Pulse Brain · Growing Health Evidence Index
Tier 3 — Observational / field trialPeer-reviewed

Evaluation of no-tillage impacts on soil respiration by 13C-isotopic signature in North China Plain

Zhaoxin Li, Qiuying Zhang, Yunfeng Qiao, Kun Du, Zhao Li, Chao Tian, Nong Zhu, Peifang Leng, Zewei Yue, Hefa Cheng, Gang Chen, Fadong Li

The Science of The Total Environment · 2022

Read source ↗ All evidence

Summary

This 2022 field study used 13C isotopic analysis to evaluate how no-tillage management alters soil respiration dynamics and carbon mineralisation pathways in the North China Plain cereal region. By tracking the isotopic composition of soil-respired CO₂, the researchers appear to have distinguished between decomposition of native soil carbon and recently added organic matter, providing mechanistic insight into how conservation tillage affects soil carbon cycling. The findings contribute to understanding whether no-tillage systems reduce or alter greenhouse gas emissions and carbon turnover in intensive cereal production.

UK applicability

The North China Plain represents a contrasting agro-climatic zone (semi-arid continental) to most UK cereal regions, though the methodological approach using 13C signatures is transferable. UK applications would require calibration to temperate, higher-rainfall conditions and different crop rotations, but the isotopic framework may inform carbon monitoring under UK conservation agriculture adoption.

Key measures

Soil respiration rates; 13C isotopic signature of soil CO₂ emissions; carbon source partitioning (native vs. recent organic matter decomposition)

Outcomes reported

The study evaluated how no-tillage (conservation agriculture) practices affect soil respiration rates and carbon source utilisation, using 13C isotopic signatures to distinguish between different carbon pools and decomposition pathways in the North China Plain.

Theme
Farming systems, soils & land use
Subject
Soil carbon & organic matter
Study type
Research
Study design
Field trial
Source type
Peer-reviewed study
Status
Published
Geography
China
System type
Arable cereals
DOI
10.1016/j.scitotenv.2022.153852
Catalogue ID
SNmok3j1ph-5i2591

Topic tags

Pulse AI · ask about this record

Dig deeper with Pulse AI.

Pulse AI has read the whole catalogue. Ask about this record, its theme, or how the findings apply to UK farming and policy — every answer cites the underlying studies.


TASK DIRECTIONS » Write out each record below exactly as it appears, with no pictures.

Top of INFORMATION SUPPLIED

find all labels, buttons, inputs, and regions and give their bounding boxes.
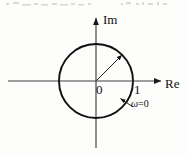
imaginary-axis-label: Im — [103, 13, 117, 26]
omega-value: =0 — [138, 98, 149, 109]
complex-plane-figure: Im Re 0 1 ω=0 — [0, 0, 187, 155]
figure-canvas — [0, 0, 187, 155]
unit-tick-label: 1 — [134, 83, 141, 96]
origin-label: 0 — [96, 83, 103, 96]
omega-annotation: ω=0 — [131, 99, 149, 109]
omega-symbol: ω — [131, 98, 138, 109]
real-axis-label: Re — [165, 77, 179, 90]
radius-vector-arrow — [97, 55, 123, 81]
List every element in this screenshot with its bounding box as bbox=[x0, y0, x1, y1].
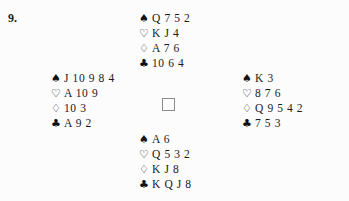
north-clubs-row: ♣ 10 6 4 bbox=[139, 56, 190, 71]
south-clubs-row: ♣ K Q J 8 bbox=[139, 177, 192, 192]
spade-icon: ♠ bbox=[242, 71, 254, 86]
heart-icon: ♡ bbox=[51, 86, 63, 101]
hand-north: ♠ Q 7 5 2 ♡ K J 4 ♢ A 7 6 ♣ 10 6 4 bbox=[139, 11, 190, 71]
south-hearts-row: ♡ Q 5 3 2 bbox=[139, 147, 192, 162]
north-spades-cards: Q 7 5 2 bbox=[151, 11, 190, 26]
west-spades-cards: J 10 9 8 4 bbox=[63, 71, 115, 86]
south-spades-cards: A 6 bbox=[151, 132, 170, 147]
east-diamonds-row: ♢ Q 9 5 4 2 bbox=[242, 101, 303, 116]
spade-icon: ♠ bbox=[139, 11, 151, 26]
heart-icon: ♡ bbox=[242, 86, 254, 101]
west-clubs-row: ♣ A 9 2 bbox=[51, 116, 115, 131]
south-clubs-cards: K Q J 8 bbox=[151, 177, 192, 192]
north-diamonds-cards: A 7 6 bbox=[151, 41, 180, 56]
west-clubs-cards: A 9 2 bbox=[63, 116, 92, 131]
bridge-deal-diagram: 9. ♠ Q 7 5 2 ♡ K J 4 ♢ A 7 6 ♣ 10 6 4 ♠ … bbox=[0, 0, 349, 201]
hand-south: ♠ A 6 ♡ Q 5 3 2 ♢ K J 8 ♣ K Q J 8 bbox=[139, 132, 192, 192]
west-spades-row: ♠ J 10 9 8 4 bbox=[51, 71, 115, 86]
east-clubs-cards: 7 5 3 bbox=[254, 116, 281, 131]
east-hearts-row: ♡ 8 7 6 bbox=[242, 86, 303, 101]
east-hearts-cards: 8 7 6 bbox=[254, 86, 281, 101]
east-diamonds-cards: Q 9 5 4 2 bbox=[254, 101, 303, 116]
east-clubs-row: ♣ 7 5 3 bbox=[242, 116, 303, 131]
heart-icon: ♡ bbox=[139, 147, 151, 162]
south-spades-row: ♠ A 6 bbox=[139, 132, 192, 147]
west-diamonds-row: ♢ 10 3 bbox=[51, 101, 115, 116]
east-spades-row: ♠ K 3 bbox=[242, 71, 303, 86]
south-diamonds-row: ♢ K J 8 bbox=[139, 162, 192, 177]
north-clubs-cards: 10 6 4 bbox=[151, 56, 184, 71]
spade-icon: ♠ bbox=[139, 132, 151, 147]
club-icon: ♣ bbox=[139, 56, 151, 71]
diamond-icon: ♢ bbox=[51, 101, 63, 116]
west-hearts-row: ♡ A 10 9 bbox=[51, 86, 115, 101]
diamond-icon: ♢ bbox=[139, 41, 151, 56]
west-diamonds-cards: 10 3 bbox=[63, 101, 87, 116]
diamond-icon: ♢ bbox=[242, 101, 254, 116]
club-icon: ♣ bbox=[242, 116, 254, 131]
problem-number: 9. bbox=[8, 12, 17, 24]
club-icon: ♣ bbox=[139, 177, 151, 192]
east-spades-cards: K 3 bbox=[254, 71, 274, 86]
diamond-icon: ♢ bbox=[139, 162, 151, 177]
south-diamonds-cards: K J 8 bbox=[151, 162, 179, 177]
club-icon: ♣ bbox=[51, 116, 63, 131]
hand-east: ♠ K 3 ♡ 8 7 6 ♢ Q 9 5 4 2 ♣ 7 5 3 bbox=[242, 71, 303, 131]
hand-west: ♠ J 10 9 8 4 ♡ A 10 9 ♢ 10 3 ♣ A 9 2 bbox=[51, 71, 115, 131]
south-hearts-cards: Q 5 3 2 bbox=[151, 147, 190, 162]
north-hearts-cards: K J 4 bbox=[151, 26, 179, 41]
spade-icon: ♠ bbox=[51, 71, 63, 86]
compass-box bbox=[162, 98, 175, 111]
north-hearts-row: ♡ K J 4 bbox=[139, 26, 190, 41]
heart-icon: ♡ bbox=[139, 26, 151, 41]
north-spades-row: ♠ Q 7 5 2 bbox=[139, 11, 190, 26]
west-hearts-cards: A 10 9 bbox=[63, 86, 98, 101]
north-diamonds-row: ♢ A 7 6 bbox=[139, 41, 190, 56]
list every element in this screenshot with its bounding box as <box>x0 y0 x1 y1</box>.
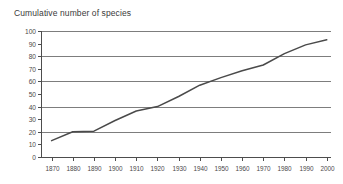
x-tick-label: 1940 <box>193 165 208 172</box>
y-tick-label: 40 <box>29 104 37 111</box>
x-tick-label: 1870 <box>45 165 60 172</box>
y-tick-label: 50 <box>29 91 37 98</box>
y-tick-label: 0 <box>32 154 36 161</box>
gridlines <box>41 32 331 133</box>
y-tick-label: 60 <box>29 78 37 85</box>
x-tick-label: 1890 <box>87 165 102 172</box>
x-tick-label: 1880 <box>66 165 81 172</box>
y-tick-label: 80 <box>29 53 37 60</box>
y-tick-label: 90 <box>29 41 37 48</box>
x-tick-label: 1970 <box>256 165 271 172</box>
y-tick-label: 20 <box>29 129 37 136</box>
y-tick-label: 70 <box>29 66 37 73</box>
chart-container: Cumulative number of species 01020304050… <box>0 0 343 184</box>
x-tick-label: 1990 <box>299 165 314 172</box>
x-tick-label: 1960 <box>235 165 250 172</box>
x-tick-label: 1950 <box>214 165 229 172</box>
x-tick-label: 2000 <box>320 165 335 172</box>
x-axis-tick-labels: 1870188018901900191019201930194019501960… <box>45 165 335 172</box>
y-tick-label: 100 <box>25 28 36 35</box>
y-tick-label: 30 <box>29 116 37 123</box>
y-tick-marks <box>38 32 41 158</box>
x-tick-label: 1930 <box>172 165 187 172</box>
line-chart-plot: 0102030405060708090100 18701880189019001… <box>0 0 343 184</box>
cumulative-species-line <box>52 40 327 141</box>
x-tick-label: 1910 <box>129 165 144 172</box>
x-tick-label: 1980 <box>277 165 292 172</box>
y-axis-tick-labels: 0102030405060708090100 <box>25 28 36 161</box>
x-tick-label: 1900 <box>108 165 123 172</box>
axis-lines <box>41 31 331 158</box>
y-tick-label: 10 <box>29 141 37 148</box>
x-tick-label: 1920 <box>150 165 165 172</box>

Bottom of INFORMATION SUPPLIED

FINAL ANSWER »
find all labels, buttons, inputs, and regions and give their bounding boxes.
imaginary-axis-label: Im — [103, 13, 117, 26]
omega-value: =0 — [138, 98, 149, 109]
complex-plane-figure: Im Re 0 1 ω=0 — [0, 0, 187, 155]
figure-canvas — [0, 0, 187, 155]
unit-tick-label: 1 — [134, 83, 141, 96]
origin-label: 0 — [96, 83, 103, 96]
omega-annotation: ω=0 — [131, 99, 149, 109]
omega-symbol: ω — [131, 98, 138, 109]
real-axis-label: Re — [165, 77, 179, 90]
radius-vector-arrow — [97, 55, 123, 81]
List every element in this screenshot with its bounding box as bbox=[x0, y0, x1, y1].
north-clubs-row: ♣ 10 6 4 bbox=[139, 56, 190, 71]
south-clubs-row: ♣ K Q J 8 bbox=[139, 177, 192, 192]
spade-icon: ♠ bbox=[242, 71, 254, 86]
heart-icon: ♡ bbox=[51, 86, 63, 101]
hand-north: ♠ Q 7 5 2 ♡ K J 4 ♢ A 7 6 ♣ 10 6 4 bbox=[139, 11, 190, 71]
south-hearts-row: ♡ Q 5 3 2 bbox=[139, 147, 192, 162]
north-spades-cards: Q 7 5 2 bbox=[151, 11, 190, 26]
west-spades-cards: J 10 9 8 4 bbox=[63, 71, 115, 86]
south-spades-cards: A 6 bbox=[151, 132, 170, 147]
east-diamonds-row: ♢ Q 9 5 4 2 bbox=[242, 101, 303, 116]
spade-icon: ♠ bbox=[139, 11, 151, 26]
heart-icon: ♡ bbox=[242, 86, 254, 101]
west-clubs-row: ♣ A 9 2 bbox=[51, 116, 115, 131]
south-clubs-cards: K Q J 8 bbox=[151, 177, 192, 192]
north-diamonds-cards: A 7 6 bbox=[151, 41, 180, 56]
west-clubs-cards: A 9 2 bbox=[63, 116, 92, 131]
bridge-deal-diagram: 9. ♠ Q 7 5 2 ♡ K J 4 ♢ A 7 6 ♣ 10 6 4 ♠ … bbox=[0, 0, 349, 201]
hand-south: ♠ A 6 ♡ Q 5 3 2 ♢ K J 8 ♣ K Q J 8 bbox=[139, 132, 192, 192]
west-spades-row: ♠ J 10 9 8 4 bbox=[51, 71, 115, 86]
east-clubs-cards: 7 5 3 bbox=[254, 116, 281, 131]
east-hearts-row: ♡ 8 7 6 bbox=[242, 86, 303, 101]
east-hearts-cards: 8 7 6 bbox=[254, 86, 281, 101]
east-diamonds-cards: Q 9 5 4 2 bbox=[254, 101, 303, 116]
east-clubs-row: ♣ 7 5 3 bbox=[242, 116, 303, 131]
heart-icon: ♡ bbox=[139, 147, 151, 162]
south-spades-row: ♠ A 6 bbox=[139, 132, 192, 147]
west-diamonds-row: ♢ 10 3 bbox=[51, 101, 115, 116]
east-spades-row: ♠ K 3 bbox=[242, 71, 303, 86]
south-diamonds-row: ♢ K J 8 bbox=[139, 162, 192, 177]
north-clubs-cards: 10 6 4 bbox=[151, 56, 184, 71]
spade-icon: ♠ bbox=[139, 132, 151, 147]
club-icon: ♣ bbox=[139, 56, 151, 71]
diamond-icon: ♢ bbox=[51, 101, 63, 116]
west-hearts-row: ♡ A 10 9 bbox=[51, 86, 115, 101]
diamond-icon: ♢ bbox=[139, 41, 151, 56]
west-diamonds-cards: 10 3 bbox=[63, 101, 87, 116]
diamond-icon: ♢ bbox=[242, 101, 254, 116]
club-icon: ♣ bbox=[242, 116, 254, 131]
problem-number: 9. bbox=[8, 12, 17, 24]
club-icon: ♣ bbox=[139, 177, 151, 192]
east-spades-cards: K 3 bbox=[254, 71, 274, 86]
diamond-icon: ♢ bbox=[139, 162, 151, 177]
south-diamonds-cards: K J 8 bbox=[151, 162, 179, 177]
club-icon: ♣ bbox=[51, 116, 63, 131]
hand-east: ♠ K 3 ♡ 8 7 6 ♢ Q 9 5 4 2 ♣ 7 5 3 bbox=[242, 71, 303, 131]
hand-west: ♠ J 10 9 8 4 ♡ A 10 9 ♢ 10 3 ♣ A 9 2 bbox=[51, 71, 115, 131]
south-hearts-cards: Q 5 3 2 bbox=[151, 147, 190, 162]
north-hearts-cards: K J 4 bbox=[151, 26, 179, 41]
spade-icon: ♠ bbox=[51, 71, 63, 86]
compass-box bbox=[162, 98, 175, 111]
north-hearts-row: ♡ K J 4 bbox=[139, 26, 190, 41]
heart-icon: ♡ bbox=[139, 26, 151, 41]
north-spades-row: ♠ Q 7 5 2 bbox=[139, 11, 190, 26]
west-hearts-cards: A 10 9 bbox=[63, 86, 98, 101]
north-diamonds-row: ♢ A 7 6 bbox=[139, 41, 190, 56]
list every element in this screenshot with its bounding box as <box>x0 y0 x1 y1</box>.
x-tick-label: 1940 <box>193 165 208 172</box>
y-tick-label: 40 <box>29 104 37 111</box>
x-tick-label: 1870 <box>45 165 60 172</box>
y-tick-label: 50 <box>29 91 37 98</box>
y-tick-label: 0 <box>32 154 36 161</box>
gridlines <box>41 32 331 133</box>
y-tick-label: 60 <box>29 78 37 85</box>
x-tick-label: 1890 <box>87 165 102 172</box>
x-tick-label: 1880 <box>66 165 81 172</box>
y-tick-label: 80 <box>29 53 37 60</box>
y-tick-label: 90 <box>29 41 37 48</box>
x-tick-label: 1970 <box>256 165 271 172</box>
y-tick-label: 20 <box>29 129 37 136</box>
y-tick-label: 70 <box>29 66 37 73</box>
chart-container: Cumulative number of species 01020304050… <box>0 0 343 184</box>
x-tick-label: 1990 <box>299 165 314 172</box>
x-tick-label: 1960 <box>235 165 250 172</box>
x-tick-label: 1950 <box>214 165 229 172</box>
x-tick-label: 2000 <box>320 165 335 172</box>
x-axis-tick-labels: 1870188018901900191019201930194019501960… <box>45 165 335 172</box>
y-tick-label: 100 <box>25 28 36 35</box>
y-tick-label: 30 <box>29 116 37 123</box>
y-tick-marks <box>38 32 41 158</box>
x-tick-label: 1930 <box>172 165 187 172</box>
line-chart-plot: 0102030405060708090100 18701880189019001… <box>0 0 343 184</box>
cumulative-species-line <box>52 40 327 141</box>
x-tick-label: 1910 <box>129 165 144 172</box>
x-tick-label: 1980 <box>277 165 292 172</box>
y-axis-tick-labels: 0102030405060708090100 <box>25 28 36 161</box>
x-tick-label: 1900 <box>108 165 123 172</box>
axis-lines <box>41 31 331 158</box>
y-tick-label: 10 <box>29 141 37 148</box>
x-tick-label: 1920 <box>150 165 165 172</box>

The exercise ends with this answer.